In today’s beauty climate, nails have transcended their supporting role—they’re headliners, conversation starters, and tiny stages for artistic expression. Spirine Chevy, ever the purveyor of modern whimsy, has just unveiled a manicure that feels less like beauty maintenance and more like a gallery-worthy installation.
Departing from the soft minimalism of the “clean girl” era, Chevy embraces maximalism with confidence and precision. Her canvas begins with a sheer, glassy nude base—sleek, elongating, and intentionally understated. But the real spectacle unfurls at the fingertips.

Reworking the French manicure through a contemporary, chromatic lens, she trades traditional white tips for a striking clash of sunshine yellow and deep oxblood burgundy. The mismatched palette alone commands attention, but Chevy takes it a step further with the technique defining the look: pointillism, reborn for the pop-art age.
Tiny, meticulously placed dots march across each tip—yellow punctuating red, burgundy dotting yellow—forming optical illusions that dance with movement. The effect is hypnotic, playful, and unexpectedly sophisticated, transforming the classic French tip into a rhythmic study in color theory.
Just as the eye settles into the symmetry, she disrupts it with delicate, freehand red line art on select nails—wisps that resemble abstract blossoms, ribbon-like strokes, or fleeting sketches from an artist’s notebook. These fine-line flourishes soften the geometric precision of the dots, bringing romance into the otherwise graphic narrative.

The nails are sculpted into long, razor-sharp stiletto tips, adding a touch of femme fatale drama to the vibrant design. Captured against rhinestone-studded denim—a nod to Y2K glamour and maximalist fashion—the manicure becomes an extension of an entire aesthetic universe.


*ASSIGNED TASK:*
Excluding any images, copy all of the lines below precisely as written.

[Source records]
::::::::::
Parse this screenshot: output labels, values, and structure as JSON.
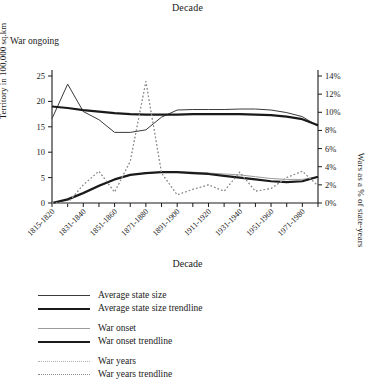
{
  "top_title": "Decade",
  "bottom_title": "Decade",
  "annotation": "War ongoing",
  "axes": {
    "left_label": "Territory in 100,000 sq.km",
    "right_label": "Wars as a % of state-years",
    "x_label": "Decade",
    "left_ticks": [
      "0",
      "5",
      "10",
      "15",
      "20",
      "25"
    ],
    "right_ticks": [
      "0%",
      "2%",
      "4%",
      "6%",
      "8%",
      "10%",
      "12%",
      "14%"
    ]
  },
  "legend": {
    "groups": [
      [
        {
          "label": "Average state size",
          "style": "thin-solid",
          "color": "#3a3a3a"
        },
        {
          "label": "Average state size trendline",
          "style": "thick-solid",
          "color": "#1a1a1a"
        }
      ],
      [
        {
          "label": "War onset",
          "style": "thin-solid-light",
          "color": "#9a9a9a"
        },
        {
          "label": "War onset trendline",
          "style": "thick-solid",
          "color": "#1a1a1a"
        }
      ],
      [
        {
          "label": "War years",
          "style": "dotted-light",
          "color": "#b0b0b0"
        },
        {
          "label": "War years trendline",
          "style": "dotted",
          "color": "#8a8a8a"
        }
      ]
    ]
  },
  "chart_data": {
    "type": "line",
    "title": "Decade",
    "xlabel": "Decade",
    "ylabel": "Territory in 100,000 sq.km",
    "y2label": "Wars as a % of state-years",
    "ylim": [
      0,
      25
    ],
    "y2lim": [
      0,
      14
    ],
    "grid": false,
    "legend_position": "below",
    "annotation": "War ongoing",
    "x": [
      "1815-1820",
      "1821-1830",
      "1831-1840",
      "1841-1850",
      "1851-1860",
      "1861-1870",
      "1871-1880",
      "1881-1890",
      "1891-1900",
      "1901-1910",
      "1911-1920",
      "1921-1930",
      "1931-1940",
      "1941-1950",
      "1951-1960",
      "1961-1970",
      "1971-1980",
      "1981-1990"
    ],
    "x_tick_labels": [
      "1815-1820",
      "1831-1840",
      "1851-1860",
      "1871-1880",
      "1891-1900",
      "1911-1920",
      "1931-1940",
      "1951-1960",
      "1971-1980"
    ],
    "series": [
      {
        "name": "Average state size",
        "axis": "left",
        "style": "thin-solid",
        "color": "#3a3a3a",
        "values": [
          16.6,
          23.4,
          18.0,
          16.4,
          13.9,
          13.9,
          14.4,
          16.9,
          18.3,
          18.4,
          18.4,
          18.4,
          18.5,
          18.5,
          18.3,
          17.8,
          17.0,
          15.1
        ]
      },
      {
        "name": "Average state size trendline",
        "axis": "left",
        "style": "thick-solid",
        "color": "#1a1a1a",
        "values": [
          19.0,
          18.7,
          18.3,
          18.0,
          17.7,
          17.5,
          17.4,
          17.4,
          17.4,
          17.5,
          17.5,
          17.5,
          17.5,
          17.4,
          17.3,
          17.0,
          16.5,
          15.3
        ]
      },
      {
        "name": "War onset",
        "axis": "right",
        "style": "thin-solid-light",
        "color": "#9a9a9a",
        "values": [
          0.0,
          0.3,
          1.0,
          1.8,
          2.6,
          3.1,
          3.3,
          3.4,
          3.4,
          3.4,
          3.3,
          3.2,
          3.1,
          2.9,
          2.7,
          2.6,
          2.6,
          2.9
        ]
      },
      {
        "name": "War onset trendline",
        "axis": "right",
        "style": "thick-solid",
        "color": "#1a1a1a",
        "values": [
          0.0,
          0.4,
          1.1,
          1.9,
          2.6,
          3.1,
          3.3,
          3.4,
          3.4,
          3.3,
          3.2,
          3.0,
          2.8,
          2.6,
          2.4,
          2.3,
          2.4,
          2.9
        ]
      },
      {
        "name": "War years",
        "axis": "right",
        "style": "dotted-light",
        "color": "#b0b0b0",
        "values": [
          0.0,
          0.0,
          2.0,
          3.5,
          1.2,
          4.6,
          13.4,
          3.3,
          0.9,
          1.5,
          2.0,
          1.3,
          3.4,
          1.3,
          1.6,
          2.8,
          3.5,
          1.9
        ]
      },
      {
        "name": "War years trendline",
        "axis": "right",
        "style": "dotted",
        "color": "#8a8a8a",
        "values": [
          0.0,
          0.0,
          2.0,
          3.5,
          1.2,
          4.6,
          13.4,
          3.3,
          0.9,
          1.5,
          2.0,
          1.3,
          3.4,
          1.3,
          1.6,
          2.8,
          3.5,
          1.9
        ]
      }
    ]
  }
}
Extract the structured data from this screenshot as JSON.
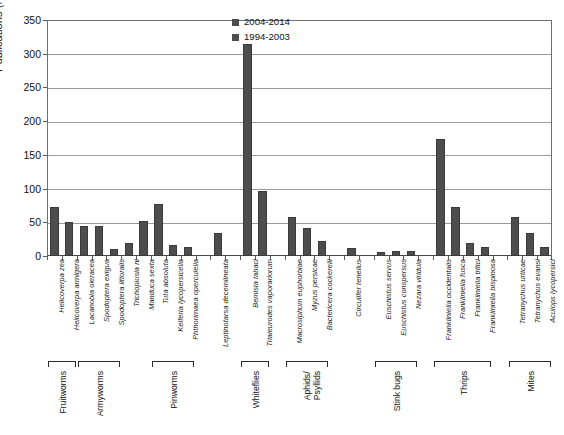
::::::::::
*REPLY TO THE EXERCISE:*
Parse this screenshot: output labels, values, and structure as JSON.
{
  "top_title": "Decade",
  "bottom_title": "Decade",
  "annotation": "War ongoing",
  "axes": {
    "left_label": "Territory in 100,000 sq.km",
    "right_label": "Wars as a % of state-years",
    "x_label": "Decade",
    "left_ticks": [
      "0",
      "5",
      "10",
      "15",
      "20",
      "25"
    ],
    "right_ticks": [
      "0%",
      "2%",
      "4%",
      "6%",
      "8%",
      "10%",
      "12%",
      "14%"
    ]
  },
  "legend": {
    "groups": [
      [
        {
          "label": "Average state size",
          "style": "thin-solid",
          "color": "#3a3a3a"
        },
        {
          "label": "Average state size trendline",
          "style": "thick-solid",
          "color": "#1a1a1a"
        }
      ],
      [
        {
          "label": "War onset",
          "style": "thin-solid-light",
          "color": "#9a9a9a"
        },
        {
          "label": "War onset trendline",
          "style": "thick-solid",
          "color": "#1a1a1a"
        }
      ],
      [
        {
          "label": "War years",
          "style": "dotted-light",
          "color": "#b0b0b0"
        },
        {
          "label": "War years trendline",
          "style": "dotted",
          "color": "#8a8a8a"
        }
      ]
    ]
  },
  "chart_data": {
    "type": "line",
    "title": "Decade",
    "xlabel": "Decade",
    "ylabel": "Territory in 100,000 sq.km",
    "y2label": "Wars as a % of state-years",
    "ylim": [
      0,
      25
    ],
    "y2lim": [
      0,
      14
    ],
    "grid": false,
    "legend_position": "below",
    "annotation": "War ongoing",
    "x": [
      "1815-1820",
      "1821-1830",
      "1831-1840",
      "1841-1850",
      "1851-1860",
      "1861-1870",
      "1871-1880",
      "1881-1890",
      "1891-1900",
      "1901-1910",
      "1911-1920",
      "1921-1930",
      "1931-1940",
      "1941-1950",
      "1951-1960",
      "1961-1970",
      "1971-1980",
      "1981-1990"
    ],
    "x_tick_labels": [
      "1815-1820",
      "1831-1840",
      "1851-1860",
      "1871-1880",
      "1891-1900",
      "1911-1920",
      "1931-1940",
      "1951-1960",
      "1971-1980"
    ],
    "series": [
      {
        "name": "Average state size",
        "axis": "left",
        "style": "thin-solid",
        "color": "#3a3a3a",
        "values": [
          16.6,
          23.4,
          18.0,
          16.4,
          13.9,
          13.9,
          14.4,
          16.9,
          18.3,
          18.4,
          18.4,
          18.4,
          18.5,
          18.5,
          18.3,
          17.8,
          17.0,
          15.1
        ]
      },
      {
        "name": "Average state size trendline",
        "axis": "left",
        "style": "thick-solid",
        "color": "#1a1a1a",
        "values": [
          19.0,
          18.7,
          18.3,
          18.0,
          17.7,
          17.5,
          17.4,
          17.4,
          17.4,
          17.5,
          17.5,
          17.5,
          17.5,
          17.4,
          17.3,
          17.0,
          16.5,
          15.3
        ]
      },
      {
        "name": "War onset",
        "axis": "right",
        "style": "thin-solid-light",
        "color": "#9a9a9a",
        "values": [
          0.0,
          0.3,
          1.0,
          1.8,
          2.6,
          3.1,
          3.3,
          3.4,
          3.4,
          3.4,
          3.3,
          3.2,
          3.1,
          2.9,
          2.7,
          2.6,
          2.6,
          2.9
        ]
      },
      {
        "name": "War onset trendline",
        "axis": "right",
        "style": "thick-solid",
        "color": "#1a1a1a",
        "values": [
          0.0,
          0.4,
          1.1,
          1.9,
          2.6,
          3.1,
          3.3,
          3.4,
          3.4,
          3.3,
          3.2,
          3.0,
          2.8,
          2.6,
          2.4,
          2.3,
          2.4,
          2.9
        ]
      },
      {
        "name": "War years",
        "axis": "right",
        "style": "dotted-light",
        "color": "#b0b0b0",
        "values": [
          0.0,
          0.0,
          2.0,
          3.5,
          1.2,
          4.6,
          13.4,
          3.3,
          0.9,
          1.5,
          2.0,
          1.3,
          3.4,
          1.3,
          1.6,
          2.8,
          3.5,
          1.9
        ]
      },
      {
        "name": "War years trendline",
        "axis": "right",
        "style": "dotted",
        "color": "#8a8a8a",
        "values": [
          0.0,
          0.0,
          2.0,
          3.5,
          1.2,
          4.6,
          13.4,
          3.3,
          0.9,
          1.5,
          2.0,
          1.3,
          3.4,
          1.3,
          1.6,
          2.8,
          3.5,
          1.9
        ]
      }
    ]
  }
}
Extract the structured data from this screenshot as JSON.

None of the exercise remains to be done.